VMware announces plans to acquire Carbon Black for $2.1 billion
Enterprise software giant VMware on Thursday said it would acquire endpoint security company Carbon Black in a move to bolster its security offerings and ability to detect advanced cyberthreats.
The all-cash transaction will be for $26 a share for a total enterprise value of $2.1 billion.
VMware, a roughly 24,000-person company based in Palo Alto, California, sells hypervisors and other virtualizing technologies to corporations and to federal agencies. Carbon Black, which went public last year, uses cloud computing to analyze and defend against threats to endpoints like mobile devices.
VMware CEO Pat Gelsinger called the acquisition a “huge step forward in security” that will allow his firm to deliver “an enterprise-grade platform to administer and protect workloads.”
“The current cybersecurity industry is simply broken and ineffective,” Gelsinger asserted in an investor call touting the acquisition. He made the case that the acquisition of Waltham, Massachusetts-based Carbon Black would give VMware greater visibility into hackers’ activity and more tools to thwart them.
VMware also announce Thursday that it was buying Pivotal Software for an enterprise value of $2.7 billion in a bid to embrace Kubernetes — the popular open-source system for deploying containerized applications.
The acquisitions are just the latest for a cybersecurity industry that has been in a feeding frenzy as big-name vendors look to buy their way to dominance. The industry has seen more than 80 mergers or acquisitions in the first half of this year totaling more than $22 billion, according to Cybersecurity Ventures.
CORRECTION, 6:17 p.m. EDT: An earlier version of this story misstated the price per share of VMware’s acquisition of Carbon Black. It is $26, not $21.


Exercise prompt: All of the records below must be reproduced exactly, minus any pictures.

Excerpts from a figure dataset
· · · ·

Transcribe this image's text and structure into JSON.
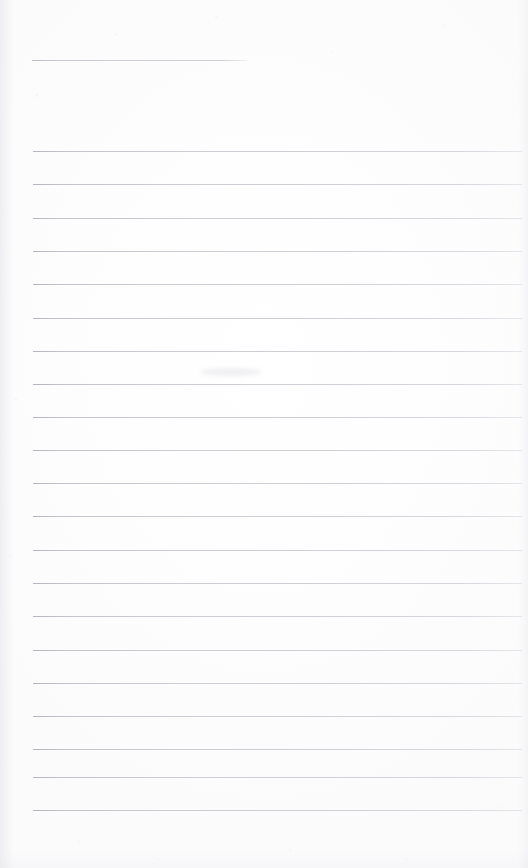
{
  "document": {
    "kind": "scanned-blank-lined-page",
    "title": "Scanned Lined Page",
    "description": "Blank ruled notebook / ledger page with no handwriting or printed text",
    "page_width": 528,
    "page_height": 868,
    "background_color": "#fdfdfe",
    "rule_color": "#c2c2c6",
    "rule_thickness_px": 1,
    "text_content": "",
    "margins": {
      "top_px": 55,
      "left_px": 33,
      "right_px": 6,
      "bottom_px": 55
    },
    "rules": {
      "count": 22,
      "line_spacing_px": 33.3,
      "full_width": {
        "x_start": 33,
        "x_end": 522
      },
      "header_rule": {
        "x_start": 32,
        "x_end": 247,
        "y": 60,
        "label": "short-header-rule"
      },
      "y_positions": [
        60,
        151,
        184,
        218,
        251,
        284,
        318,
        351,
        384,
        417,
        450,
        483,
        516,
        550,
        583,
        616,
        650,
        683,
        716,
        749,
        777,
        810
      ]
    },
    "artifacts": [
      {
        "name": "scan-smudge",
        "x": 200,
        "y": 368,
        "width": 62,
        "height": 8
      }
    ]
  }
}
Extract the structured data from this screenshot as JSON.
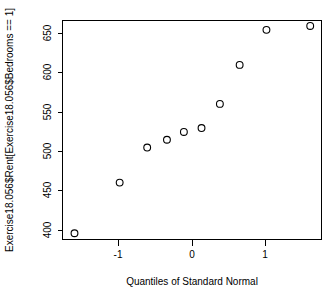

· · · ·

Completed task:
Transcribe this image's text and structure into JSON.
{
  "document": {
    "kind": "scanned-blank-lined-page",
    "title": "Scanned Lined Page",
    "description": "Blank ruled notebook / ledger page with no handwriting or printed text",
    "page_width": 528,
    "page_height": 868,
    "background_color": "#fdfdfe",
    "rule_color": "#c2c2c6",
    "rule_thickness_px": 1,
    "text_content": "",
    "margins": {
      "top_px": 55,
      "left_px": 33,
      "right_px": 6,
      "bottom_px": 55
    },
    "rules": {
      "count": 22,
      "line_spacing_px": 33.3,
      "full_width": {
        "x_start": 33,
        "x_end": 522
      },
      "header_rule": {
        "x_start": 32,
        "x_end": 247,
        "y": 60,
        "label": "short-header-rule"
      },
      "y_positions": [
        60,
        151,
        184,
        218,
        251,
        284,
        318,
        351,
        384,
        417,
        450,
        483,
        516,
        550,
        583,
        616,
        650,
        683,
        716,
        749,
        777,
        810
      ]
    },
    "artifacts": [
      {
        "name": "scan-smudge",
        "x": 200,
        "y": 368,
        "width": 62,
        "height": 8
      }
    ]
  }
}
Extract the structured data from this screenshot as JSON.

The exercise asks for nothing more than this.